I would highly recommend using the fuel injection system from the 88 TC (which uses 35 lb/hr brown top injectors) if you can get it. I'm pretty sure green tops are 42 lb/hr injectors, which were never used in any turbo 2.3 application by ford. The 42's should work OK with an EEC setup for 35s (like the one out of the 88 TC) if you get an adjustable fuel pressure regulator and turn it down from stock pressure a little bit.
In any case the stock ranger 14 lb/hr injectors are not going to support any amount of boost at all and 10 PSI will make it run so lean that you'll melt a piston/valve etc in very short order.
You shouldn't need the wiring harness. The ranger 2.3 harness is so similar you just have to repin about 6-8 wires on the EEC connector and run about 6 new wires for things like the VAM, boost control solenoid, knock sensor, BAP sensor, and I think it uses a 3-wire O2 sensor, whereas the ranger uses a 4-wire, so there is a bit of rewiring there.
Then you have a choice of running a Dizzy (like the TC) or DIS (like the ranger). Both the ranger and TC EEC are capable of running either system. But you'll have to rewire something. If you keep the DIS, you'll need to repin/remove a couple wires from the EEC connector. If you run a Dizzy (which also requires the turbo intake manifold, which requires the turbo head), you'll have to splice it into the wires that currently go to the DIS components.
The dual plug DIS head has fast burn combustion chambers, whereas the single plug turbo head has slow burn combustion chambers. This means that if you keep the DP head and use a turbo EEC, the turbo EEC commands too much timing for the fast burn head, resulting in annoying pinging (also bad for the engine). My solution to this was only using the primary (passenger side) set of spark plugs, effectively turning the DP head into a slow burn chamber head, eliminating pinging. Just simply remove the driver's side set of spark plug wires.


## Task details
Repeat every line below exactly, word for word.

Figure content listings
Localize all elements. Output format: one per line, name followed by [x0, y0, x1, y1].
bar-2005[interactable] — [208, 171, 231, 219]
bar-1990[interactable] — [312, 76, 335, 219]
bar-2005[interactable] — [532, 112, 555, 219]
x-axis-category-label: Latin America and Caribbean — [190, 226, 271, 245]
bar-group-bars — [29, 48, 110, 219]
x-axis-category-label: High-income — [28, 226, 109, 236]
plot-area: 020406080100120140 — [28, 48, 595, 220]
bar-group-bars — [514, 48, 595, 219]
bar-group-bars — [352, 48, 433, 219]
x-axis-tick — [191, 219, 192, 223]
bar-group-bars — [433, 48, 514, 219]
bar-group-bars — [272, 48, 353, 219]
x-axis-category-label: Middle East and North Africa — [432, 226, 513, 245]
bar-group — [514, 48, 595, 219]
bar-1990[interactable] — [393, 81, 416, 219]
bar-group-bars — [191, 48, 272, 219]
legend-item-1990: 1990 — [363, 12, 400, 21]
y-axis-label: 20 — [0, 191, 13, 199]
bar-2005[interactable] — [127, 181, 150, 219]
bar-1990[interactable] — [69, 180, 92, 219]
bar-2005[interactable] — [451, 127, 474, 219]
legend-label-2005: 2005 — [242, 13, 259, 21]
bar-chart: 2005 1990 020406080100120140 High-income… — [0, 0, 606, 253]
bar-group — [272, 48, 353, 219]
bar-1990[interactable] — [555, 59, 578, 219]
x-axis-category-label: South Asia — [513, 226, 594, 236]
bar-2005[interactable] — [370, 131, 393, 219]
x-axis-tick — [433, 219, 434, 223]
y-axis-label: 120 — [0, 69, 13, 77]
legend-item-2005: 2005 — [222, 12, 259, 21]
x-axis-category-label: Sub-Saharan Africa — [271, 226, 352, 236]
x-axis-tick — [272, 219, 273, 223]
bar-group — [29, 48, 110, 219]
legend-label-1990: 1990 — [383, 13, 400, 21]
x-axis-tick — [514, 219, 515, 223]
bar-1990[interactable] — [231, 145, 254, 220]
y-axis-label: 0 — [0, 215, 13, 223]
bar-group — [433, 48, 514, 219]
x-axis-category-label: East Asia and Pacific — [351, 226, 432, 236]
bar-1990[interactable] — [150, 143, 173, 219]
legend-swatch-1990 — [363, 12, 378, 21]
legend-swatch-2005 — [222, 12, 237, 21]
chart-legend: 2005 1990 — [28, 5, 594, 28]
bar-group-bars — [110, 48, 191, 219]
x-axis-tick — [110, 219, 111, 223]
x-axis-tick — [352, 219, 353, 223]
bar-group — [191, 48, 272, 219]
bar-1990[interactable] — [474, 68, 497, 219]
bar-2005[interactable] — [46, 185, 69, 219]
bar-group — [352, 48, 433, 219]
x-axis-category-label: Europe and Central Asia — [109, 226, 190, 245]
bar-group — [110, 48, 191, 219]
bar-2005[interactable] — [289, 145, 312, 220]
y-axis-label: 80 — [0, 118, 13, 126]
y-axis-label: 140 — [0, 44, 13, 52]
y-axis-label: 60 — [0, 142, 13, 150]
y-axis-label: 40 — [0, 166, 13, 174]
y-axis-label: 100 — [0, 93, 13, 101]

## Response area
Localize all elements. Output format: one per line, name followed by [x0, y0, x1, y1].
bar-2005[interactable] — [208, 171, 231, 219]
bar-1990[interactable] — [312, 76, 335, 219]
bar-2005[interactable] — [532, 112, 555, 219]
x-axis-category-label: Latin America and Caribbean — [190, 226, 271, 245]
bar-group-bars — [29, 48, 110, 219]
x-axis-category-label: High-income — [28, 226, 109, 236]
plot-area: 020406080100120140 — [28, 48, 595, 220]
bar-group-bars — [514, 48, 595, 219]
bar-group-bars — [352, 48, 433, 219]
x-axis-tick — [191, 219, 192, 223]
bar-group-bars — [433, 48, 514, 219]
bar-group-bars — [272, 48, 353, 219]
x-axis-category-label: Middle East and North Africa — [432, 226, 513, 245]
bar-group — [514, 48, 595, 219]
bar-1990[interactable] — [393, 81, 416, 219]
bar-group-bars — [191, 48, 272, 219]
legend-item-1990: 1990 — [363, 12, 400, 21]
y-axis-label: 20 — [0, 191, 13, 199]
bar-2005[interactable] — [127, 181, 150, 219]
bar-1990[interactable] — [69, 180, 92, 219]
bar-2005[interactable] — [451, 127, 474, 219]
legend-label-2005: 2005 — [242, 13, 259, 21]
bar-chart: 2005 1990 020406080100120140 High-income… — [0, 0, 606, 253]
bar-group — [272, 48, 353, 219]
bar-1990[interactable] — [555, 59, 578, 219]
x-axis-category-label: South Asia — [513, 226, 594, 236]
bar-2005[interactable] — [370, 131, 393, 219]
x-axis-tick — [433, 219, 434, 223]
y-axis-label: 120 — [0, 69, 13, 77]
legend-item-2005: 2005 — [222, 12, 259, 21]
x-axis-category-label: Sub-Saharan Africa — [271, 226, 352, 236]
x-axis-tick — [272, 219, 273, 223]
bar-group — [29, 48, 110, 219]
legend-label-1990: 1990 — [383, 13, 400, 21]
x-axis-tick — [514, 219, 515, 223]
bar-1990[interactable] — [231, 145, 254, 220]
y-axis-label: 0 — [0, 215, 13, 223]
bar-group — [433, 48, 514, 219]
x-axis-category-label: East Asia and Pacific — [351, 226, 432, 236]
bar-1990[interactable] — [150, 143, 173, 219]
legend-swatch-1990 — [363, 12, 378, 21]
legend-swatch-2005 — [222, 12, 237, 21]
chart-legend: 2005 1990 — [28, 5, 594, 28]
bar-group-bars — [110, 48, 191, 219]
x-axis-tick — [110, 219, 111, 223]
x-axis-tick — [352, 219, 353, 223]
bar-group — [191, 48, 272, 219]
bar-1990[interactable] — [474, 68, 497, 219]
bar-2005[interactable] — [46, 185, 69, 219]
bar-group — [352, 48, 433, 219]
x-axis-category-label: Europe and Central Asia — [109, 226, 190, 245]
bar-group — [110, 48, 191, 219]
bar-2005[interactable] — [289, 145, 312, 220]
y-axis-label: 80 — [0, 118, 13, 126]
y-axis-label: 140 — [0, 44, 13, 52]
y-axis-label: 60 — [0, 142, 13, 150]
y-axis-label: 40 — [0, 166, 13, 174]
y-axis-label: 100 — [0, 93, 13, 101]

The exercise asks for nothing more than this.